Long Live the Director

Long Live the Director

J.T. Leroy Is dead; but Asia Argento’s film defeats its tainted source

There’s a big obstacle to appreciating “The Heart Is Deceitful Above All Things.” It’s based on a novel by a writer who doesn’t really exist. As revealed in several magazine and newspaper articles over the past year, hustler-turned-novelist J. T. Leroy is the invention of San Francisco musician Laura Albert. When her hoax was finally proven, many former Leroy fans felt betrayed. They now find the novels sentimental, clichéd, and badly written. Somehow these problems were forgivable when an uneducated youth was pouring his heart onto the page, but coming from a middle-aged woman who never lived the life she wrote about, their flaws are glaring. As exploitative as the Leroy scam was, the words of his books, which were always presented as fiction, remain exactly the same. Only our assumptions about their authenticity—about the authority the writer brings to the table—have changed.

As a film, “The Heart Is Deceitful Above All Things” is blissfully unconcerned with keeping it real. A nightmarish vision of the South from an Italian director, Asia Argento, who cast herself in the second largest role, it suggests what Todd Solondz might make if he finally achieved some mature perspective on life’s cruelty, rather than being content to simply catalogue it.

Seven-year-old Jeremiah (Jimmy Bennett) lives comfortably with a foster family until his mother Sarah (Argento) comes one day to return to his care. Drinking heavily and taking drugs, she lives with a series of unstable boyfriends. After being molested by one, Jeremiah ends up in the care of his Christian fundamentalist grandfather (Peter Fonda). He becomes a child preacher. Three years pass, and Jeremiah is now played by the brothers Cole and Dylan Sprouse. Sarah finds him preaching on the street and swoops him away. Growing even more desperate, she heads close to madness, threatening to drag him down with her.

A flat plot description would make “The Heart Is Deceitful Above All Things” sound like one of the most harrowing films ever made. However, Argento presents it with a lyricism that makes its horrors bearable. Living with Sarah, Jeremiah quickly adopts the defense mechanism of tuning out the world. Sarah and Jeremiah in the car together one night, she gives him drugs to stay awake, and the blurred headlights he watches take on a new vividness. These hallucinations aren’t far from his everyday perceptions. In situations where a meth lab explosion is as likely as a night spent watching cartoons and eating popcorn, a sense of unreality is a survival mechanism. Argento relies on disorienting camera angles and movement, even animation, to keep the mood off-kilter.

Argento’s debut, “Scarlet Diva,” was an impressively personal, if not autobiographical, work about the difficult life of a young actress. It was memorable both for Argento’s willingness to exploit her own body and for her anger at the many men who’ve screwed her over, literally and figuratively. Its cast of characters includes caricatures of director Abel Ferrara and former Miramax head Harvey Weinstein.

Argento’s performance in “The Heart Is Deceitful Above All Things” is similarly raw. It’s not the kind of seamless work that brings home Oscars. Adopting a regional accent in one’s second language must be one of the most difficult tasks an actor faces, and she doesn’t quite pull it off. However, she makes Sarah something larger than a villain. Especially on drugs, the character shows a capacity for tenderness, even if it goes hand in hand with a willingness to tell Jeremiah that she wanted to abort him.

Most of the weaknesses of “The Heart Is Deceitful Above All Things” stem from its source material. Its view of Southern life—especially religion, which it views with utter contempt—and presentation of Sarah’s boyfriends as a long string of redneck boogey men suggest that Albert steeped herself in clichés about the region.

The film’s strengths are mainly visual, but they also result from Argento’s attitude toward the characters. Humanism is easy when you’re depicting nice people. Having sympathy for the devil is harder. Argento treats Sarah with a great deal of empathy—in the end, she’s as much a victim as Jeremy, which excuses none of her actions. She centers her film as much around Sarah’s plight as Jeremiah’s. In the end, “The Heart Is Deceitful Above All Things” is a mother’s nightmare, grounded in a female—if not feminist—perspective. It would be a shame if Argento’s powerful vision goes ignored—or not taken seriously—because of Albert’s shenanigans.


Transcribe all of the records word for word, please, omitting the pictures.
*** GIVEN INFORMATION Section Begins ***
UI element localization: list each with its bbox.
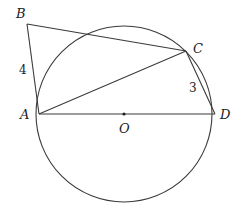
length-CD: 3: [189, 81, 197, 95]
geometry-diagram: B C A D O 4 3: [0, 0, 245, 217]
center-point-O: [122, 112, 125, 115]
label-B: B: [15, 6, 26, 21]
label-O: O: [119, 121, 130, 136]
segment-AB: [27, 24, 39, 114]
label-C: C: [193, 41, 203, 56]
segment-AC: [39, 51, 186, 114]
label-D: D: [219, 107, 231, 122]
length-AB: 4: [19, 63, 27, 77]
label-A: A: [19, 107, 29, 122]
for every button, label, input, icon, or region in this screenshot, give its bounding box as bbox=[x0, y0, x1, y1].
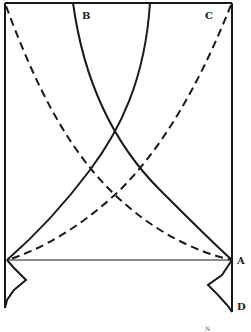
solid-curve-b-to-a bbox=[73, 3, 232, 260]
right-zigzag bbox=[208, 260, 232, 312]
solid-curve-top-to-left bbox=[7, 3, 150, 260]
left-zigzag bbox=[5, 260, 26, 308]
label-a: A bbox=[236, 255, 245, 266]
label-c: C bbox=[205, 10, 213, 21]
diagram-canvas: B C A D N bbox=[0, 0, 251, 332]
label-b: B bbox=[82, 10, 90, 21]
label-d: D bbox=[237, 301, 246, 312]
dashed-curve-topleft-to-a bbox=[6, 6, 232, 260]
dashed-curve-c-to-left bbox=[7, 5, 231, 260]
corner-mark: N bbox=[205, 325, 210, 332]
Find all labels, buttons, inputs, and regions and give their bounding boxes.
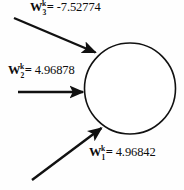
top-diagonal-arrow	[14, 18, 96, 53]
weight-symbol-w1: W	[89, 145, 101, 159]
neuron-weight-diagram: Wk3= -7.52774 Wk2= 4.96878 Wk1= 4.96842	[0, 0, 184, 190]
weight-value-w2: 4.96878	[35, 63, 75, 77]
weight-subscript-w1: 1	[101, 153, 105, 162]
weight-subscript-w3: 3	[42, 8, 46, 17]
weight-superscript-w3: k	[42, 0, 46, 8]
weight-value-w1: 4.96842	[116, 145, 156, 159]
weight-equals-w2: =	[25, 63, 32, 77]
neuron-node-circle	[85, 43, 176, 134]
weight-symbol-w2: W	[8, 63, 20, 77]
weight-label-w2: Wk2= 4.96878	[8, 64, 75, 77]
weight-label-w1: Wk1= 4.96842	[89, 146, 156, 159]
weight-superscript-w1: k	[101, 144, 105, 153]
weight-symbol-w3: W	[30, 0, 42, 14]
diagram-canvas	[0, 0, 184, 190]
weight-equals-w3: =	[47, 0, 54, 14]
weight-value-w3: -7.52774	[57, 0, 101, 14]
weight-label-w3: Wk3= -7.52774	[30, 1, 101, 14]
weight-equals-w1: =	[106, 145, 113, 159]
weight-subscript-w2: 2	[20, 71, 24, 80]
weight-superscript-w2: k	[20, 62, 24, 71]
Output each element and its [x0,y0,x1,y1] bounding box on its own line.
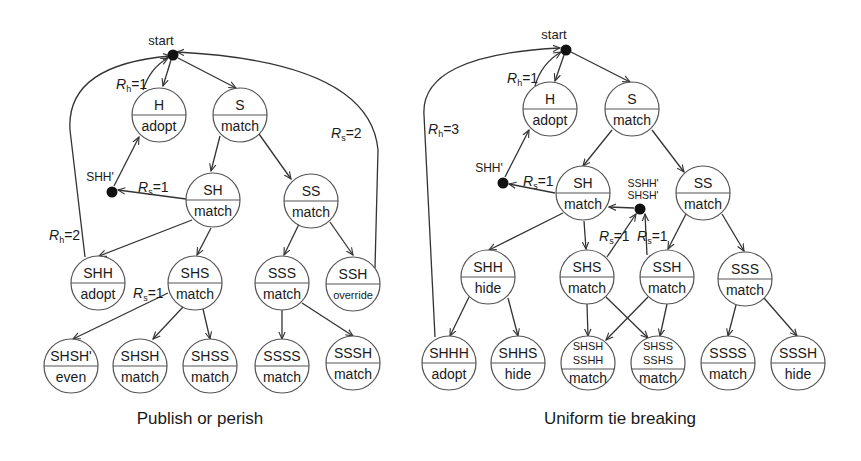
diagram-publish-or-perish: start SHH' H adopt S match SH match [44,33,380,428]
edge-start-to-h [163,60,171,86]
node-ssss-top: SSSS [263,348,300,364]
node-ssss-top: SSSS [709,345,746,361]
label-rs1-shs: Rs=1 [599,228,630,246]
edge-sh-to-shh [489,213,563,250]
node-shss: SHSS match [183,339,237,393]
node-shsh: SHSH match [113,339,167,393]
node-h-top: H [154,97,164,113]
node-shs-bottom: match [568,280,606,296]
node-shsh-sshh-top2: SSHH [573,354,604,366]
node-s-bottom: match [613,112,651,128]
shh-prime-label: SHH' [475,161,503,175]
edge-shh-to-shhs [508,298,518,336]
node-s-top: S [235,97,244,113]
edge-merge-dot-to-sh [609,207,634,208]
node-shss-sshs: SHSS SSHS match [631,336,685,390]
edge-shs-to-shsh-sshh [587,304,588,336]
node-shhh-bottom: adopt [431,366,466,382]
shh-prime-dot [498,178,509,189]
node-shhs: SHHS hide [491,336,545,390]
shh-prime-label: SHH' [86,170,114,184]
node-shss-bottom: match [191,369,229,385]
node-ss-bottom: match [684,196,722,212]
node-ssh: SSH match [640,250,694,304]
node-shss-top: SHSS [191,348,229,364]
state-diagram-canvas: start SHH' H adopt S match SH match [0,0,861,461]
node-sss: SSS match [255,256,309,310]
node-shhs-top: SHHS [499,345,538,361]
node-sh: SH match [556,166,610,220]
node-h-bottom: adopt [141,118,176,134]
edge-sh-to-shs [584,221,586,249]
label-rs2: Rs=2 [331,125,362,143]
node-shsh-sshh: SHSH SSHH match [561,336,615,390]
merge-dot-label-line2: SHSH' [627,189,658,201]
caption-publish-or-perish: Publish or perish [137,409,264,428]
label-rh1: Rh=1 [116,76,147,94]
node-shs: SHS match [560,250,614,304]
edge-ss-to-ssh [330,222,353,255]
node-shh: SHH hide [461,250,515,304]
node-sssh-bottom: match [334,366,372,382]
label-rs1-sh: Rs=1 [138,179,169,197]
edge-shh-to-shhh [450,297,469,336]
node-ss-top: SS [694,175,713,191]
edge-ss-to-sss [722,214,744,251]
node-shss-sshs-bottom: match [639,370,677,386]
edge-start-to-s [178,58,236,88]
edge-ss-to-ssh [668,214,686,249]
shh-prime-dot-node: SHH' [86,170,117,198]
node-shs-top: SHS [573,259,602,275]
edge-start-to-h [555,55,564,81]
start-label: start [148,33,174,48]
shh-prime-dot [107,187,118,198]
node-sssh-top: SSSH [779,345,817,361]
node-shsh-sshh-top1: SHSH [573,340,604,352]
label-rs1-shs: Rs=1 [133,285,164,303]
label-rh2: Rh=2 [49,227,80,245]
node-sssh: SSSH match [326,336,380,390]
edge-s-to-sh [583,130,612,166]
edge-ss-to-sss [284,222,300,255]
node-sh: SH match [186,173,240,227]
edge-shh-prime-to-h [114,137,139,186]
node-h: H adopt [132,88,186,142]
node-ssss-bottom: match [709,366,747,382]
node-ss-bottom: match [292,204,330,220]
node-ssh-top: SSH [339,266,368,282]
node-shh-bottom: hide [475,280,502,296]
node-shhh-top: SHHH [429,345,469,361]
node-ssh-top: SSH [653,259,682,275]
node-shh: SHH adopt [71,256,125,310]
node-sh-top: SH [203,182,222,198]
edge-sh-to-shs [197,228,211,255]
edge-sss-to-sssh [764,298,797,336]
start-dot [561,45,572,56]
node-ssh-bottom: match [648,280,686,296]
edge-s-to-ss [652,130,684,172]
edge-sh-to-shh [99,220,192,256]
node-h-bottom: adopt [532,112,567,128]
merge-dot-label-line1: SSHH' [627,177,658,189]
node-shhh: SHHH adopt [422,336,476,390]
label-rs1-ssh: Rs=1 [637,228,668,246]
caption-uniform-tie-breaking: Uniform tie breaking [544,409,696,428]
node-sssh: SSSH hide [771,336,825,390]
shh-prime-dot-node: SHH' [475,161,508,189]
edge-sss-to-ssss [728,305,736,336]
edge-h-to-start [535,52,561,86]
node-sssh-bottom: hide [785,366,812,382]
node-shsh-sshh-bottom: match [569,370,607,386]
merge-dot-node: SSHH' SHSH' [627,177,658,215]
node-shs-bottom: match [176,286,214,302]
node-sss-top: SSS [268,265,296,281]
node-sh-top: SH [573,175,592,191]
node-shss-sshs-top1: SHSS [643,340,673,352]
node-s-top: S [627,91,636,107]
node-sss-top: SSS [731,261,759,277]
node-ssss-bottom: match [263,369,301,385]
node-ss: SS match [284,174,338,228]
node-sss-bottom: match [726,282,764,298]
node-shsh-prime-bottom: even [56,369,86,385]
node-shsh-top: SHSH [121,348,160,364]
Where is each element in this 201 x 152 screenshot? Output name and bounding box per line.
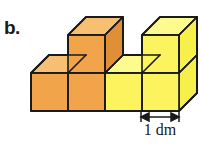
*** GIVEN INFORMATION Section Ends ***
**SOLUTION FOR THIS EXERCISE**
UI element localization: list each with its bbox.
length-CD: 3: [189, 81, 197, 95]
geometry-diagram: B C A D O 4 3: [0, 0, 245, 217]
center-point-O: [122, 112, 125, 115]
label-B: B: [15, 6, 26, 21]
label-O: O: [119, 121, 130, 136]
segment-AB: [27, 24, 39, 114]
label-C: C: [193, 41, 203, 56]
segment-AC: [39, 51, 186, 114]
label-D: D: [219, 107, 231, 122]
length-AB: 4: [19, 63, 27, 77]
label-A: A: [19, 107, 29, 122]
for every button, label, input, icon, or region in this screenshot, give its bounding box as bbox=[x0, y0, x1, y1].
solid-curve-b-to-a bbox=[73, 3, 232, 260]
right-zigzag bbox=[208, 260, 232, 312]
solid-curve-top-to-left bbox=[7, 3, 150, 260]
left-zigzag bbox=[5, 260, 26, 308]
label-a: A bbox=[236, 255, 245, 266]
label-c: C bbox=[205, 10, 213, 21]
diagram-canvas: B C A D N bbox=[0, 0, 251, 332]
label-b: B bbox=[82, 10, 90, 21]
label-d: D bbox=[237, 301, 246, 312]
dashed-curve-topleft-to-a bbox=[6, 6, 232, 260]
dashed-curve-c-to-left bbox=[7, 5, 231, 260]
corner-mark: N bbox=[205, 325, 210, 332]
Find all labels, buttons, inputs, and regions and give their bounding boxes.
top-diagonal-arrow	[14, 18, 96, 53]
weight-symbol-w1: W	[89, 145, 101, 159]
neuron-weight-diagram: Wk3= -7.52774 Wk2= 4.96878 Wk1= 4.96842	[0, 0, 184, 190]
weight-value-w2: 4.96878	[35, 63, 75, 77]
weight-subscript-w1: 1	[101, 153, 105, 162]
weight-subscript-w3: 3	[42, 8, 46, 17]
weight-superscript-w3: k	[42, 0, 46, 8]
weight-value-w1: 4.96842	[116, 145, 156, 159]
weight-equals-w2: =	[25, 63, 32, 77]
neuron-node-circle	[85, 43, 176, 134]
weight-symbol-w2: W	[8, 63, 20, 77]
weight-label-w2: Wk2= 4.96878	[8, 64, 75, 77]
weight-label-w1: Wk1= 4.96842	[89, 146, 156, 159]
weight-superscript-w1: k	[101, 144, 105, 153]
weight-symbol-w3: W	[30, 0, 42, 14]
diagram-canvas	[0, 0, 184, 190]
weight-equals-w3: =	[47, 0, 54, 14]
weight-value-w3: -7.52774	[57, 0, 101, 14]
weight-label-w3: Wk3= -7.52774	[30, 1, 101, 14]
weight-equals-w1: =	[106, 145, 113, 159]
weight-subscript-w2: 2	[20, 71, 24, 80]
weight-superscript-w2: k	[20, 62, 24, 71]
Output each element and its [x0,y0,x1,y1] bounding box on its own line.
diagram-publish-or-perish: start SHH' H adopt S match SH match [44,33,380,428]
edge-start-to-h [163,60,171,86]
node-ssss-top: SSSS [263,348,300,364]
node-ssss-top: SSSS [709,345,746,361]
label-rs1-shs: Rs=1 [599,228,630,246]
edge-sh-to-shh [489,213,563,250]
node-shss: SHSS match [183,339,237,393]
node-shsh: SHSH match [113,339,167,393]
node-h-top: H [154,97,164,113]
node-shs-bottom: match [568,280,606,296]
node-shsh-sshh-top2: SSHH [573,354,604,366]
node-s-bottom: match [613,112,651,128]
shh-prime-label: SHH' [475,161,503,175]
edge-shh-to-shhs [508,298,518,336]
node-s-top: S [235,97,244,113]
edge-merge-dot-to-sh [609,207,634,208]
node-shss-sshs: SHSS SSHS match [631,336,685,390]
edge-shs-to-shsh-sshh [587,304,588,336]
node-shhh-bottom: adopt [431,366,466,382]
shh-prime-dot [498,178,509,189]
node-shhs: SHHS hide [491,336,545,390]
shh-prime-label: SHH' [86,170,114,184]
node-shss-bottom: match [191,369,229,385]
node-ss-bottom: match [684,196,722,212]
node-ssh: SSH match [640,250,694,304]
node-shss-top: SHSS [191,348,229,364]
state-diagram-canvas: start SHH' H adopt S match SH match [0,0,861,461]
node-sss: SSS match [255,256,309,310]
node-shhs-top: SHHS [499,345,538,361]
node-sh: SH match [556,166,610,220]
node-h-bottom: adopt [141,118,176,134]
edge-sh-to-shs [584,221,586,249]
label-rs2: Rs=2 [331,125,362,143]
node-shsh-sshh: SHSH SSHH match [561,336,615,390]
merge-dot-label-line2: SHSH' [627,189,658,201]
caption-publish-or-perish: Publish or perish [137,409,264,428]
label-rh1: Rh=1 [116,76,147,94]
node-shs: SHS match [560,250,614,304]
edge-ss-to-ssh [330,222,353,255]
node-shh: SHH hide [461,250,515,304]
node-sssh-bottom: match [334,366,372,382]
label-rs1-sh: Rs=1 [138,179,169,197]
edge-shh-to-shhh [450,297,469,336]
node-ss-top: SS [694,175,713,191]
edge-ss-to-sss [722,214,744,251]
node-shss-sshs-bottom: match [639,370,677,386]
edge-start-to-s [178,58,236,88]
edge-ss-to-ssh [668,214,686,249]
shh-prime-dot-node: SHH' [86,170,117,198]
node-shs-top: SHS [573,259,602,275]
edge-start-to-h [555,55,564,81]
start-label: start [148,33,174,48]
shh-prime-dot [107,187,118,198]
node-sssh-top: SSSH [779,345,817,361]
node-shsh-sshh-top1: SHSH [573,340,604,352]
label-rs1-shs: Rs=1 [133,285,164,303]
label-rh2: Rh=2 [49,227,80,245]
node-sssh: SSSH match [326,336,380,390]
edge-s-to-sh [583,130,612,166]
edge-ss-to-sss [284,222,300,255]
node-sh: SH match [186,173,240,227]
edge-shh-prime-to-h [114,137,139,186]
node-h: H adopt [132,88,186,142]
node-ssss-bottom: match [709,366,747,382]
node-ss-bottom: match [292,204,330,220]
node-ssh-top: SSH [339,266,368,282]
node-shh-bottom: hide [475,280,502,296]
node-shhh-top: SHHH [429,345,469,361]
node-ssh-top: SSH [653,259,682,275]
node-shh: SHH adopt [71,256,125,310]
node-sh-top: SH [203,182,222,198]
edge-sh-to-shs [197,228,211,255]
edge-sss-to-sssh [764,298,797,336]
start-dot [561,45,572,56]
node-ssh-bottom: match [648,280,686,296]
edge-s-to-ss [652,130,684,172]
edge-sh-to-shh [99,220,192,256]
node-h-bottom: adopt [532,112,567,128]
merge-dot-label-line1: SSHH' [627,177,658,189]
node-shhh: SHHH adopt [422,336,476,390]
label-rs1-ssh: Rs=1 [637,228,668,246]
caption-uniform-tie-breaking: Uniform tie breaking [544,409,696,428]
node-sssh: SSSH hide [771,336,825,390]
shh-prime-dot-node: SHH' [475,161,508,189]
edge-sss-to-ssss [728,305,736,336]
edge-h-to-start [535,52,561,86]
node-sssh-bottom: hide [785,366,812,382]
node-shsh-sshh-bottom: match [569,370,607,386]
merge-dot-node: SSHH' SHSH' [627,177,658,215]
node-shs-bottom: match [176,286,214,302]
node-sss-top: SSS [268,265,296,281]
node-sh-top: SH [573,175,592,191]
node-shss-sshs-top1: SHSS [643,340,673,352]
node-s-top: S [627,91,636,107]
node-sss-top: SSS [731,261,759,277]
node-ssss-bottom: match [263,369,301,385]
node-ss: SS match [284,174,338,228]
node-sss-bottom: match [726,282,764,298]
node-shsh-prime-bottom: even [56,369,86,385]
node-shsh-top: SHSH [121,348,160,364]
Where is each element in this 201 x 152 screenshot? Output name and bounding box per line.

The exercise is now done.